As the author of Evangelical Catholicism: Deep Reform in the 21st-Century Church, I am wholly committed to a Church permanently in mission in which Catholics own the Great Commission they received on the day of their baptism: “Go and make disciples of all nations” (Matthew 28:19). I am further convinced that one of the IL’s bugbears—“clericalism”—is indeed an obstacle to meeting the challenges of the New Evangelization: if clericalism is understood as autocratic leadership. Having written more than 1,500 of these Catholic press columns over the decades, I fully support a “listening” Church whose ordained leadership takes lay input seriously.

I also believe that when Catholics say, “it’s our Church and we have to take it back,” they’re making a grave mistake.

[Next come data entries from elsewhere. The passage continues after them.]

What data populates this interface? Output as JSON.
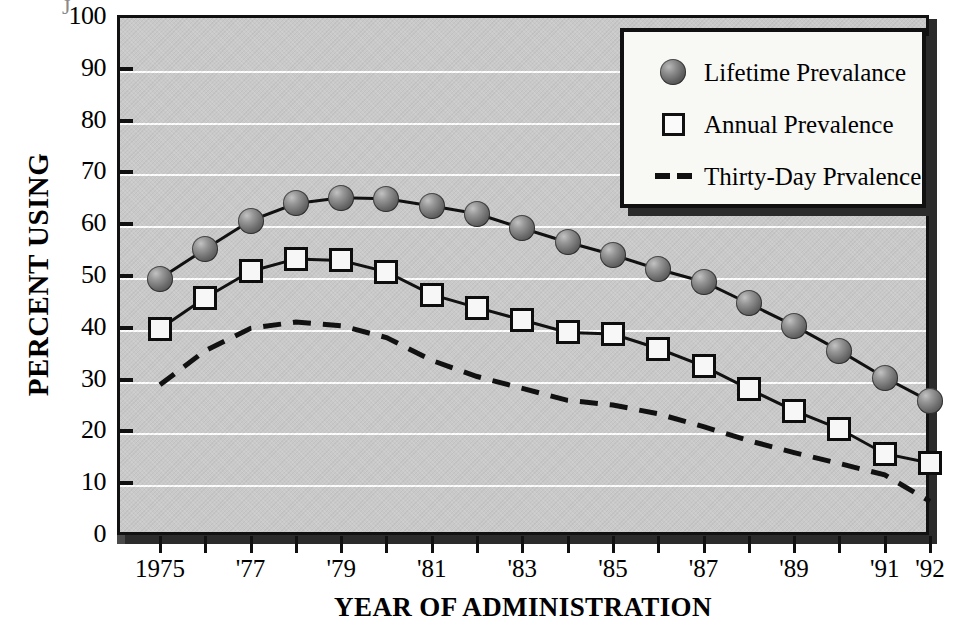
{
  "axes": {
    "y_title": "PERCENT USING",
    "x_title": "YEAR OF ADMINISTRATION",
    "y_ticks": [
      "100",
      "90",
      "80",
      "70",
      "60",
      "50",
      "40",
      "30",
      "20",
      "10",
      "0"
    ],
    "x_tick_labels": [
      "1975",
      "'77",
      "'79",
      "'81",
      "'83",
      "'85",
      "'87",
      "'89",
      "'91",
      "'92"
    ]
  },
  "legend": {
    "items": [
      {
        "label": "Lifetime Prevalance",
        "key": "sphere-marker-icon"
      },
      {
        "label": "Annual Prevalence",
        "key": "square-marker-icon"
      },
      {
        "label": "Thirty-Day Prvalence",
        "key": "dashed-line-icon"
      }
    ]
  },
  "colors": {
    "plot_background": "#c9c9c9",
    "gridline": "#fdfdfd",
    "line": "#111111",
    "frame_shadow": "#2b2b2b",
    "legend_background": "#f8f8f5",
    "sphere_marker": "#6a6a6a",
    "square_marker": "#f7f7f7"
  },
  "chart_data": {
    "type": "line",
    "title": "",
    "xlabel": "YEAR OF ADMINISTRATION",
    "ylabel": "PERCENT USING",
    "ylim": [
      0,
      100
    ],
    "xlim": [
      1975,
      1992
    ],
    "grid": true,
    "legend_position": "top-right",
    "x": [
      1975,
      1976,
      1977,
      1978,
      1979,
      1980,
      1981,
      1982,
      1983,
      1984,
      1985,
      1986,
      1987,
      1988,
      1989,
      1990,
      1991,
      1992
    ],
    "tick_years": [
      1975,
      1976,
      1977,
      1978,
      1979,
      1980,
      1981,
      1982,
      1983,
      1984,
      1985,
      1986,
      1987,
      1988,
      1989,
      1990,
      1991,
      1992
    ],
    "series": [
      {
        "name": "Lifetime Prevalance",
        "marker": "sphere",
        "style": "solid",
        "values": [
          49.5,
          55.2,
          60.7,
          64.0,
          65.1,
          64.9,
          63.5,
          62.0,
          59.2,
          56.5,
          54.1,
          51.3,
          48.9,
          44.7,
          40.4,
          35.6,
          30.4,
          25.8
        ]
      },
      {
        "name": "Annual Prevalence",
        "marker": "square",
        "style": "solid",
        "values": [
          39.8,
          45.8,
          50.9,
          53.3,
          53.0,
          50.8,
          46.4,
          43.9,
          41.5,
          39.1,
          38.8,
          36.0,
          32.6,
          28.2,
          24.0,
          20.5,
          15.7,
          13.9
        ]
      },
      {
        "name": "Thirty-Day Prvalence",
        "marker": "none",
        "style": "dashed",
        "values": [
          29.0,
          35.6,
          39.9,
          41.1,
          40.4,
          38.1,
          33.7,
          30.6,
          28.3,
          26.0,
          25.1,
          23.4,
          20.9,
          18.2,
          15.9,
          13.8,
          11.6,
          6.5
        ]
      }
    ]
  }
}
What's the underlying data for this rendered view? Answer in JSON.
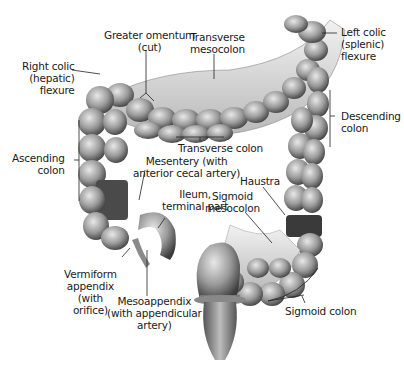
{
  "figure": {
    "labels": {
      "greater_omentum": "Greater omentum\n(cut)",
      "transverse_mesocolon": "Transverse\nmesocolon",
      "left_colic_flexure": "Left colic\n(splenic)\nflexure",
      "right_colic_flexure": "Right colic\n(hepatic)\nflexure",
      "descending_colon": "Descending\ncolon",
      "ascending_colon": "Ascending\ncolon",
      "transverse_colon": "Transverse colon",
      "mesentery": "Mesentery (with\nanterior cecal artery)",
      "haustra": "Haustra",
      "ileum": "Ileum,\nterminal part",
      "sigmoid_mesocolon": "Sigmoid\nmesocolon",
      "vermiform_appendix": "Vermiform\nappendix\n(with\norifice)",
      "mesoappendix": "Mesoappendix\n(with appendicular\nartery)",
      "sigmoid_colon": "Sigmoid colon"
    }
  }
}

For the Church is Christ’s Church—his Mystical Body (as Pius XII taught), called to bring his light to all the nations (as Vatican II taught in its Dogmatic Constitution on the Church), and to do so with “the joy of the Gospel” (as Pope Francis styled his first apostolic exhortation).

We are not going to sing, talk, or otherwise dragoon “a new Church into being.” That must be the premise guiding the world “synodal process” that is scheduled to culminate in Rome in October 2023 and October 2024, if these exercises are going to bear evangelical and spiritual fruit.

George Weigel’s column “The Catholic Difference” is syndicated by the Denver Catholic, the official publication of the Archdiocese of Denver.

George Weigel is Distinguished Senior Fellow of Washington, D.C.’s Ethics and Public Policy Center, where he holds the William E. Simon Chair in Catholic Studies.